Cottrell Boyce and Vaughan ensure these woodland manoeuvres go a little deeper than the usual movie Eureka moments: their Pooh Corner becomes a haven, a Brigadoon-like safe space that opened up before the author for a few brief summers, only to disappear again as events elsewhere in Europe, and the Milnes' own relationship, began to darken. The best scenes in the film are those that isolate Gleeson and Tilston in the middle of nowhere, when a combination of time, nature and Billy Moon's bright-eyed purity comes to heal some of the author's scars. When Milne - commonly nicknamed Blue, with all the melancholia that infers - hears a buzzing, his mind immediately scrambles back to the flies descending upon the corpses littering the trenches; it's down to the boy to reassure him it's only bees, busy making honey (or hunny). "This is paradise," coos visiting illustrator Ernest Shepard (Stephen Campbell Moore), looking out over the rolling, sundappled hills, and it's hard not to agree - but the filmmakers keep a close eye on the issues Milne had to work through out here so that his books might later be claimed as philosophical primers.

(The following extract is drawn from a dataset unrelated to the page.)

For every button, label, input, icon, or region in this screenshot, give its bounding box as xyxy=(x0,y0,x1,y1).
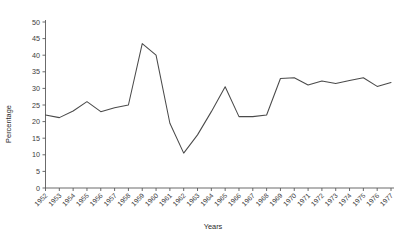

This, admittedly, leaves little for the women of the piece to do: after mother!, Goodbye Christopher Robin is the second autumn release to draw bleak conclusions about the place of the fairer sex in big country houses. One might generously say that Robbie was miscast, except that her presence on the roster presumably unlocked some funding during the preproduction process: clenched and blinking and working frightfully hard on her cutglass accent, she's entirely unable to overturn the script's unflattering conception of Daphne as a party girl who grew cold and brittle the moment another, dependent human being was sprung from her loins. By way of consolation, Kelly Macdonald offers up her usual warmth as the Milnes' beloved nanny Olive, but I can't be the only viewer who feels he's seen Macdonald cringing her way through nanny roles in eight out of her last ten features; you do wish the British film industry would get round to finishing its Boardwalk Empire boxsets and push more adventurous and substantial material her way. It becomes increasingly apparent the film needs its women to be there solely for them to go away, for the heart of this tale is an all-male double-act: the troubled, solitary man, and the boy who, by way of his very Christopher Robin-like sensitivity (nicely caught in the bowl-headed Tilston), teaches him how to be a father - and a father not just to this kid, but all kids.

Gleeson has that stiff ex-Army reserve ("old soldier, you know; I'll see to myself") down pat, but in his quieter moments, he lets us in on a latent anger at the state of things: it's all this Milne can do to pull himself together and write, in defiance of the cruelties and iniquities of a world that would paralyse us and stifle the imagination. (Dude should have stuck around for 2017.) It is cosy for stretches - such that it's something of a culture-shock to see Phoebe Waller-Bridge, Fleabag herself, show up in twin set and pearls as a Times reporter - but Cottrell Boyce and Vaughan withhold their most complex material until the closing stretch, as we learn the extent to which young Billy Moon was himself marked and traumatised by this formative moment. Curtis's adoption of a child's-eye view, which had earlier done so much to usher us between Ashdown and the fictional reality of the Hundred Acre Wood, suddenly looks like a poignant reminder of that innocence that gets knocked out of us with age. What starts out seeming to be a film about a boy whose worst fear is to be abandoned by the adults around him finally resolves itself into a quandary Milne knew all too well: is it not every bit as heartbreaking when a parent comes to be abandoned by their child?

Goodbye Christopher Robin is now showing in cinemas nationwide.